Why aren't more commercial growers cultivating outdoors? It's because a tangle of federal, state, and local laws make doing so legally impossible in many places. Before cannabis was legalized in a handful of states earlier this century, federal, state, and local bans on cultivating cannabis long forced growers indoors.

"Indoor growing helped avoid law enforcement, opening new possibilities for innovation and technological advancement," Green Entrepreneur noted last year. "At the same time, indoor cultivators realized they could grow cannabis with increased control, vigor, and specificity."

But even in those states where cultivating, selling, buying, and using commercial (along with medical) cannabis is now legal, many growers still raise their plants indoors. In many cases, regulations are to blame.

The study authors rightly argue that the "high energy consumption of cannabis is due in part to how the product is regulated," citing rules, such as some found in Colorado, that require grow operations to be securely enclosed and located at or near the point of sale.

"The initial amendment legalizing recreational cannabis in Colorado required the majority of cannabis product to be sold at a collocated retail location," the study notes. "This restriction led to cultivation practices occurring within the city limits of Denver, Colorado. This, along with security, theft and quality concerns, consequently led to the cultivation of cannabis indoors."

"Even if growers wanted to venture outdoors, many local governments in densely populated areas, like the City of Denver's, ban outdoor operations," Westworld reported in 2017. In other words, Denver requires cannabis sold in Denver to be grown in Denver. Just not outdoors.

In some states where cannabis is legal to use, laws discourage more sustainable growing practices. For example, in Washington State, where I live, cannabis use is legal. But state law does not allow anyone except licensed commercial growers to cultivate cannabis.

Commercial cannabis regulations in other states suffer from these and other shortcomings.

Sacramento County, California, bans outdoor cultivation. The city of Fresno does, too. An ordinance in Huntington Beach, California, requires that all commercial cannabis grown in the city must be raised "in appropriately secured, enclosed, and ventilated structures, so as not to be visible to the general public."

In a 2019 piece, a Forbes writer noted that "some current building and energy codes actually force indoor growers to use more energy than necessary."

The interplay of state and federal laws also contributes greatly to the problem. 

Take three states that recently legalized cannabis. While New Jersey's climate is conducive to outdoor growing operations, two other states—Montana and South Dakota—offer a less hospitable growing seasoned, Marijuana Business Daily reported after the November elections. The federal prohibition of cannabis means that cannabis may not be transported across state lines, and that means all cannabis that's going to be sold legally in a state must be grown in that state. In a place where the outdoor growing season is short, the prohibition of interstate sales needlessly promotes indoor growing. If we treated cannabis like other agricultural products, states like Montana and South Dakota could grow outdoors in the summer and buy from other states in the colder months.
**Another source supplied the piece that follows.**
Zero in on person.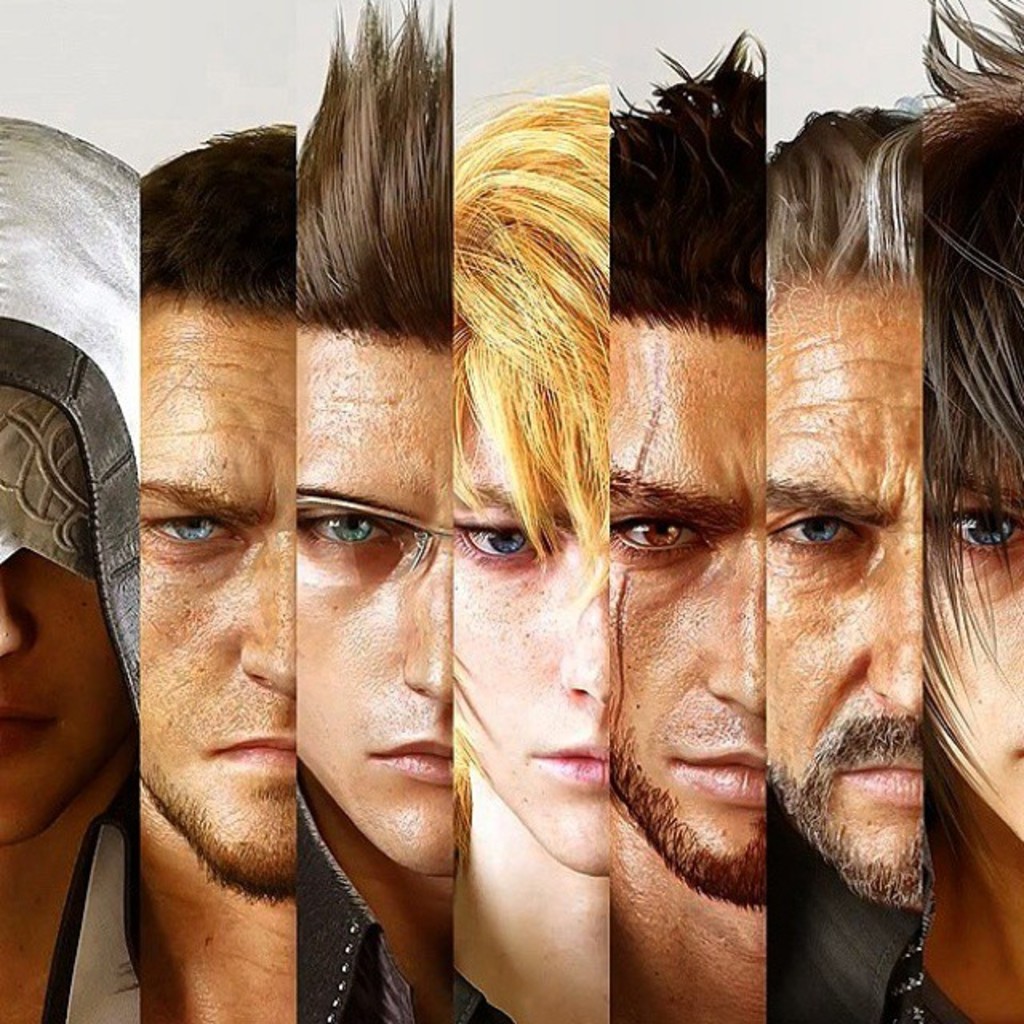
Zeroed in: {"left": 453, "top": 91, "right": 611, "bottom": 1022}.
None of this is to say that growing cannabis outdoors is a slam dunk. It carries most of the same risks as any other outdoor crop production, including drought, flooding, other severe weather, pestilence, natural disasters, and theft and other security risks. Outdoor growing may also require the application of additional pesticides.

My point isn't that growing cannabis outdoors is the only way it can or should be done. Rather, growers of cannabis—just like growers of lettuce or beans—should be allowed to choose the place and methods of cultivation they want to use.

I wrote a whole book about ways that federal, state, and local regulations often promote unsustainable food and agricultural practices over more sustainable ones. Growing cannabis can be done sustainably. If only the law would allow for it.